Thank you both! Regarding cq_warehouse's clearanceHoles, I wondered if it would work for something I commonly do. Since I use resin printing, FDM, and CNC stuff, a clearance hole might have many different sizes. It might also expand to the size it'd need to be to hold a heat-inserted nut. So, in my personal library (of SolidPython code), I've always stored many values on each thing, like this:
class Bolt:
def draw(self, ):
class M3Bolt(Bolt):
od = 3 # nominal
od_fit_bolt_3dp_pla = 3.3 # TESTED
od_fit_bolt_cnc = 3.3 # UNTESTED
od_fit_bolt_3dp_resin = 3.2 # TESTED
def __init__(self, l=6):
self.l = l
Regarding clean and reset, I have a rather wild proposal: use indentation. I indent my code like this anyway, because it helps me keep ideas sorted out. I've noticed that .clean() and .reset() always come just before the next re-indentation. I know that this is kind of an extreme approach, but look at this code - each .reset() and .clean() could be removed:
def teardrop2d(d=18, w=None, fillet=None, l=None, gap=.5):
w = w or d/4
fillet = fillet or d/3
l = d/2
return (
cq.Sketch()
.circle(d/2)
.push([(0, d/2)])
.rect(w, l*2)
.reset()
.clean()
.vertices('not(>Y)').fillet(fillet/2)
.clean()
.push([(0, d+gap)])
.rect(d, d, mode='s')
.clean()
.reset()
)
result = (
cq.Workplane()
.placeSketch(teardrop2d()).extrude(h)
# .faces('|Z').chamfer(0.5)
)
Alternatively, I was considering, for my own use,
making a plugin that would call both with .cr(). Conceptually, this
maps with the idea of a "carriage return" - it's somewhat like the
equivalent of a newline for a sketch.
Really, I think I would like to create a DSL. Get rid of all of the dots and parenthesis entirely, and replace them with newlines and indents. Get rid of the outer array parens on push. etc. Look how clean it could be. I've seen tools for making DSL's and wanted to try them before - no idea how difficult it is in practice. Would probably be nice/more achievable as a short term goal if you could drop back into python by starting a line with a special character - maybe just starting a line with a dot, which would be part of the python code anyway.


* _Problem description_: When you copy the entries, keep every word exactly as it is and drop the images.

Segment Start: Data for review

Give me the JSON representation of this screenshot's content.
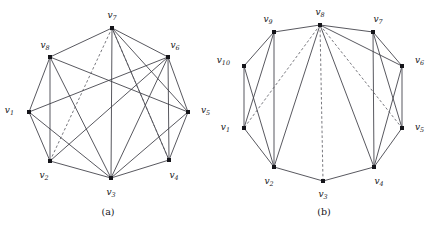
{
  "figure": {
    "background": "#ffffff",
    "edge_color": "#3a3a42",
    "dashed_edge_color": "#55555d",
    "vertex_color": "#15151a",
    "label_color": "#15151a"
  },
  "panels": [
    {
      "id": "a",
      "caption": "(a)",
      "graph": {
        "type": "graph-diagram",
        "vertex_count": 8,
        "vertices": [
          {
            "id": "v1",
            "label": "v",
            "sub": "1",
            "x": 29,
            "y": 112,
            "label_x": 14,
            "label_y": 113,
            "anchor": "end"
          },
          {
            "id": "v2",
            "label": "v",
            "sub": "2",
            "x": 50,
            "y": 161,
            "label_x": 44,
            "label_y": 178,
            "anchor": "middle"
          },
          {
            "id": "v3",
            "label": "v",
            "sub": "3",
            "x": 111,
            "y": 178,
            "label_x": 111,
            "label_y": 195,
            "anchor": "middle"
          },
          {
            "id": "v4",
            "label": "v",
            "sub": "4",
            "x": 169,
            "y": 160,
            "label_x": 174,
            "label_y": 178,
            "anchor": "middle"
          },
          {
            "id": "v5",
            "label": "v",
            "sub": "5",
            "x": 188,
            "y": 112,
            "label_x": 201,
            "label_y": 113,
            "anchor": "start"
          },
          {
            "id": "v6",
            "label": "v",
            "sub": "6",
            "x": 168,
            "y": 57,
            "label_x": 175,
            "label_y": 48,
            "anchor": "middle"
          },
          {
            "id": "v7",
            "label": "v",
            "sub": "7",
            "x": 112,
            "y": 28,
            "label_x": 112,
            "label_y": 18,
            "anchor": "middle"
          },
          {
            "id": "v8",
            "label": "v",
            "sub": "8",
            "x": 50,
            "y": 57,
            "label_x": 45,
            "label_y": 48,
            "anchor": "middle"
          }
        ],
        "edges_solid": [
          [
            "v1",
            "v8"
          ],
          [
            "v1",
            "v2"
          ],
          [
            "v1",
            "v3"
          ],
          [
            "v1",
            "v6"
          ],
          [
            "v2",
            "v8"
          ],
          [
            "v2",
            "v3"
          ],
          [
            "v2",
            "v6"
          ],
          [
            "v3",
            "v4"
          ],
          [
            "v3",
            "v5"
          ],
          [
            "v3",
            "v6"
          ],
          [
            "v3",
            "v7"
          ],
          [
            "v3",
            "v8"
          ],
          [
            "v4",
            "v5"
          ],
          [
            "v4",
            "v6"
          ],
          [
            "v4",
            "v7"
          ],
          [
            "v5",
            "v6"
          ],
          [
            "v5",
            "v7"
          ],
          [
            "v5",
            "v8"
          ],
          [
            "v6",
            "v7"
          ],
          [
            "v7",
            "v8"
          ]
        ],
        "edges_dashed": [
          [
            "v7",
            "v2"
          ],
          [
            "v7",
            "v4"
          ]
        ]
      }
    },
    {
      "id": "b",
      "caption": "(b)",
      "graph": {
        "type": "graph-diagram",
        "vertex_count": 10,
        "vertices": [
          {
            "id": "v1",
            "label": "v",
            "sub": "1",
            "x": 28,
            "y": 128,
            "label_x": 14,
            "label_y": 130,
            "anchor": "end"
          },
          {
            "id": "v2",
            "label": "v",
            "sub": "2",
            "x": 58,
            "y": 167,
            "label_x": 53,
            "label_y": 184,
            "anchor": "middle"
          },
          {
            "id": "v3",
            "label": "v",
            "sub": "3",
            "x": 107,
            "y": 181,
            "label_x": 107,
            "label_y": 197,
            "anchor": "middle"
          },
          {
            "id": "v4",
            "label": "v",
            "sub": "4",
            "x": 158,
            "y": 167,
            "label_x": 163,
            "label_y": 184,
            "anchor": "middle"
          },
          {
            "id": "v5",
            "label": "v",
            "sub": "5",
            "x": 186,
            "y": 128,
            "label_x": 199,
            "label_y": 130,
            "anchor": "start"
          },
          {
            "id": "v6",
            "label": "v",
            "sub": "6",
            "x": 186,
            "y": 66,
            "label_x": 199,
            "label_y": 63,
            "anchor": "start"
          },
          {
            "id": "v7",
            "label": "v",
            "sub": "7",
            "x": 157,
            "y": 32,
            "label_x": 162,
            "label_y": 22,
            "anchor": "middle"
          },
          {
            "id": "v8",
            "label": "v",
            "sub": "8",
            "x": 104,
            "y": 25,
            "label_x": 104,
            "label_y": 15,
            "anchor": "middle"
          },
          {
            "id": "v9",
            "label": "v",
            "sub": "9",
            "x": 58,
            "y": 32,
            "label_x": 52,
            "label_y": 22,
            "anchor": "middle"
          },
          {
            "id": "v10",
            "label": "v",
            "sub": "10",
            "x": 28,
            "y": 66,
            "label_x": 14,
            "label_y": 63,
            "anchor": "end"
          }
        ],
        "edges_solid": [
          [
            "v1",
            "v10"
          ],
          [
            "v1",
            "v2"
          ],
          [
            "v1",
            "v9"
          ],
          [
            "v2",
            "v3"
          ],
          [
            "v2",
            "v10"
          ],
          [
            "v2",
            "v9"
          ],
          [
            "v2",
            "v8"
          ],
          [
            "v3",
            "v4"
          ],
          [
            "v4",
            "v5"
          ],
          [
            "v4",
            "v6"
          ],
          [
            "v4",
            "v7"
          ],
          [
            "v4",
            "v8"
          ],
          [
            "v5",
            "v6"
          ],
          [
            "v5",
            "v7"
          ],
          [
            "v6",
            "v7"
          ],
          [
            "v6",
            "v8"
          ],
          [
            "v7",
            "v8"
          ],
          [
            "v8",
            "v9"
          ],
          [
            "v9",
            "v10"
          ]
        ],
        "edges_dashed": [
          [
            "v8",
            "v1"
          ],
          [
            "v8",
            "v3"
          ],
          [
            "v8",
            "v5"
          ]
        ]
      }
    }
  ]
}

Segment End: Data for review

* _Result_:
Give me the JSON representation of this screenshot's content.
{
  "figure": {
    "background": "#ffffff",
    "edge_color": "#3a3a42",
    "dashed_edge_color": "#55555d",
    "vertex_color": "#15151a",
    "label_color": "#15151a"
  },
  "panels": [
    {
      "id": "a",
      "caption": "(a)",
      "graph": {
        "type": "graph-diagram",
        "vertex_count": 8,
        "vertices": [
          {
            "id": "v1",
            "label": "v",
            "sub": "1",
            "x": 29,
            "y": 112,
            "label_x": 14,
            "label_y": 113,
            "anchor": "end"
          },
          {
            "id": "v2",
            "label": "v",
            "sub": "2",
            "x": 50,
            "y": 161,
            "label_x": 44,
            "label_y": 178,
            "anchor": "middle"
          },
          {
            "id": "v3",
            "label": "v",
            "sub": "3",
            "x": 111,
            "y": 178,
            "label_x": 111,
            "label_y": 195,
            "anchor": "middle"
          },
          {
            "id": "v4",
            "label": "v",
            "sub": "4",
            "x": 169,
            "y": 160,
            "label_x": 174,
            "label_y": 178,
            "anchor": "middle"
          },
          {
            "id": "v5",
            "label": "v",
            "sub": "5",
            "x": 188,
            "y": 112,
            "label_x": 201,
            "label_y": 113,
            "anchor": "start"
          },
          {
            "id": "v6",
            "label": "v",
            "sub": "6",
            "x": 168,
            "y": 57,
            "label_x": 175,
            "label_y": 48,
            "anchor": "middle"
          },
          {
            "id": "v7",
            "label": "v",
            "sub": "7",
            "x": 112,
            "y": 28,
            "label_x": 112,
            "label_y": 18,
            "anchor": "middle"
          },
          {
            "id": "v8",
            "label": "v",
            "sub": "8",
            "x": 50,
            "y": 57,
            "label_x": 45,
            "label_y": 48,
            "anchor": "middle"
          }
        ],
        "edges_solid": [
          [
            "v1",
            "v8"
          ],
          [
            "v1",
            "v2"
          ],
          [
            "v1",
            "v3"
          ],
          [
            "v1",
            "v6"
          ],
          [
            "v2",
            "v8"
          ],
          [
            "v2",
            "v3"
          ],
          [
            "v2",
            "v6"
          ],
          [
            "v3",
            "v4"
          ],
          [
            "v3",
            "v5"
          ],
          [
            "v3",
            "v6"
          ],
          [
            "v3",
            "v7"
          ],
          [
            "v3",
            "v8"
          ],
          [
            "v4",
            "v5"
          ],
          [
            "v4",
            "v6"
          ],
          [
            "v4",
            "v7"
          ],
          [
            "v5",
            "v6"
          ],
          [
            "v5",
            "v7"
          ],
          [
            "v5",
            "v8"
          ],
          [
            "v6",
            "v7"
          ],
          [
            "v7",
            "v8"
          ]
        ],
        "edges_dashed": [
          [
            "v7",
            "v2"
          ],
          [
            "v7",
            "v4"
          ]
        ]
      }
    },
    {
      "id": "b",
      "caption": "(b)",
      "graph": {
        "type": "graph-diagram",
        "vertex_count": 10,
        "vertices": [
          {
            "id": "v1",
            "label": "v",
            "sub": "1",
            "x": 28,
            "y": 128,
            "label_x": 14,
            "label_y": 130,
            "anchor": "end"
          },
          {
            "id": "v2",
            "label": "v",
            "sub": "2",
            "x": 58,
            "y": 167,
            "label_x": 53,
            "label_y": 184,
            "anchor": "middle"
          },
          {
            "id": "v3",
            "label": "v",
            "sub": "3",
            "x": 107,
            "y": 181,
            "label_x": 107,
            "label_y": 197,
            "anchor": "middle"
          },
          {
            "id": "v4",
            "label": "v",
            "sub": "4",
            "x": 158,
            "y": 167,
            "label_x": 163,
            "label_y": 184,
            "anchor": "middle"
          },
          {
            "id": "v5",
            "label": "v",
            "sub": "5",
            "x": 186,
            "y": 128,
            "label_x": 199,
            "label_y": 130,
            "anchor": "start"
          },
          {
            "id": "v6",
            "label": "v",
            "sub": "6",
            "x": 186,
            "y": 66,
            "label_x": 199,
            "label_y": 63,
            "anchor": "start"
          },
          {
            "id": "v7",
            "label": "v",
            "sub": "7",
            "x": 157,
            "y": 32,
            "label_x": 162,
            "label_y": 22,
            "anchor": "middle"
          },
          {
            "id": "v8",
            "label": "v",
            "sub": "8",
            "x": 104,
            "y": 25,
            "label_x": 104,
            "label_y": 15,
            "anchor": "middle"
          },
          {
            "id": "v9",
            "label": "v",
            "sub": "9",
            "x": 58,
            "y": 32,
            "label_x": 52,
            "label_y": 22,
            "anchor": "middle"
          },
          {
            "id": "v10",
            "label": "v",
            "sub": "10",
            "x": 28,
            "y": 66,
            "label_x": 14,
            "label_y": 63,
            "anchor": "end"
          }
        ],
        "edges_solid": [
          [
            "v1",
            "v10"
          ],
          [
            "v1",
            "v2"
          ],
          [
            "v1",
            "v9"
          ],
          [
            "v2",
            "v3"
          ],
          [
            "v2",
            "v10"
          ],
          [
            "v2",
            "v9"
          ],
          [
            "v2",
            "v8"
          ],
          [
            "v3",
            "v4"
          ],
          [
            "v4",
            "v5"
          ],
          [
            "v4",
            "v6"
          ],
          [
            "v4",
            "v7"
          ],
          [
            "v4",
            "v8"
          ],
          [
            "v5",
            "v6"
          ],
          [
            "v5",
            "v7"
          ],
          [
            "v6",
            "v7"
          ],
          [
            "v6",
            "v8"
          ],
          [
            "v7",
            "v8"
          ],
          [
            "v8",
            "v9"
          ],
          [
            "v9",
            "v10"
          ]
        ],
        "edges_dashed": [
          [
            "v8",
            "v1"
          ],
          [
            "v8",
            "v3"
          ],
          [
            "v8",
            "v5"
          ]
        ]
      }
    }
  ]
}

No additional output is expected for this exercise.